Archive of UserLand's first discussion group, started October 5, 1998.

Re: domains vs doctree in mainresponder

Author:Christopher Short
Posted:2/23/1999; 9:54:37 PM
Topic:domains vs doctree in mainresponder
Msg #:3190 (In response to 2984)
Prev/Next:3189 / 3191

In answering his own question of How to address a website table out of a gdb which is not at top level, when you have only one server address and can't use virtual domains, Kurt J. Egger said

Assume every webserver has ONE top-level site

For each path just make an address link in the top-level site to the gdb

In fact, you don't even need a top level site. You just need a table holding the site names and the frontier address for those sites. The table can be in a GDB or in the Frontier.root.

Each entry in the table is the name of the site with the value being either the address of the site (if it's a GDB based site) or a filespec if you're serving from files.

You effectively have the "old" Doctree approach still available to you - you're using a table of addresses.

To enable mainResponder to parse the URL's correctly, point config.mainresponder.domains.default at the GDB or table which holds the names and addresses/filespecs of the sites you want to run off your server.

For me, config.mainresponder.domains.default is @["C:\\Frontier\\Guest Databases\\www\\htmlInterfaces.root"]. I chose this root since it was supplied by userland as example code for manipulating data stored elsewhere - which is what most of my sites are.

If I want to serve a site off the root of my server I simply put an entry in the htmlInterfaces root with the GDB address to the website.

eg the entry "football" with the value @["C:\\Frontier\\Guest Databases\\www\\football.root"].Football.website

allows

http://my.server.name/football/

Alternatively the value could be a filespec value - such as C:\\Footy in which case, mainResponder would serve the file based website contained in the Footy folder at the root level of the C volume.

You can point to sites anywhere - you could have a website in Frontier.root, or a static site that lives on a shared volume, and so on.

The only gotcha is that if you're serving sites out of GDB's, the GDB holding the website must be open - mainresponder won't open it for you.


### Exercise aim
Copy out each line of the data that holds the word "axis".

### Material for this exercise
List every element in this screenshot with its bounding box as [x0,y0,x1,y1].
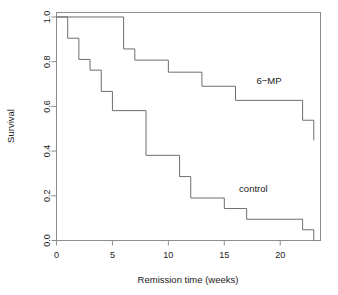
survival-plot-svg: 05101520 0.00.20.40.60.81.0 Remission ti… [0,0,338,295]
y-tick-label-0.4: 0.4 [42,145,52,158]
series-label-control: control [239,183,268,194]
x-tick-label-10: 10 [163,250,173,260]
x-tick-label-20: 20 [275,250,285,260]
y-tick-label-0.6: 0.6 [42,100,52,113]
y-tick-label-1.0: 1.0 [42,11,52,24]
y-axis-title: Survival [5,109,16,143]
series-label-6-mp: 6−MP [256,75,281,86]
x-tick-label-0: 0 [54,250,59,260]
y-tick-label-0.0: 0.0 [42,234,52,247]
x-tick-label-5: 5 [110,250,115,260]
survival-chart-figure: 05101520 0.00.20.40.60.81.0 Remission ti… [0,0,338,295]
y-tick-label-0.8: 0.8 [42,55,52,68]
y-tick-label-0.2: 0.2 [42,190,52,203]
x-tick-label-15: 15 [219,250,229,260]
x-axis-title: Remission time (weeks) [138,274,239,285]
...
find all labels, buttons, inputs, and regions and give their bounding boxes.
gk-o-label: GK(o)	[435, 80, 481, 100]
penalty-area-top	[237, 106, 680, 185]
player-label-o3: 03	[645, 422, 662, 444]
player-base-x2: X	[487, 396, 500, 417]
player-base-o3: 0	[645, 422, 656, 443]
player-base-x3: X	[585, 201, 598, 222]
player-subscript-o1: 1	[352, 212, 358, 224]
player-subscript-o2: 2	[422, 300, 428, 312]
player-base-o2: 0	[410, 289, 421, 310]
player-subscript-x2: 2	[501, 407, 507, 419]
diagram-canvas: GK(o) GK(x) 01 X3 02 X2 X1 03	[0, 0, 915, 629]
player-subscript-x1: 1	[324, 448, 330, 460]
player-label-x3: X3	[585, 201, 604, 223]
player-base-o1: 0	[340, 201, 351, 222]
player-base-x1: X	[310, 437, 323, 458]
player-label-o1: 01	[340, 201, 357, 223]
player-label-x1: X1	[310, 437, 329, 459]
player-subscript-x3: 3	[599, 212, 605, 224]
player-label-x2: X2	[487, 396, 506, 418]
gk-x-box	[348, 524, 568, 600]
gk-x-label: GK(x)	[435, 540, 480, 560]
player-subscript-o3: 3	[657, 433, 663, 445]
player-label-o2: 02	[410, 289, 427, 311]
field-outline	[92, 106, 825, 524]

### Answer to this task
y-axis-title: Survival [5,109,16,143]
x-axis-title: Remission time (weeks) [138,274,239,285]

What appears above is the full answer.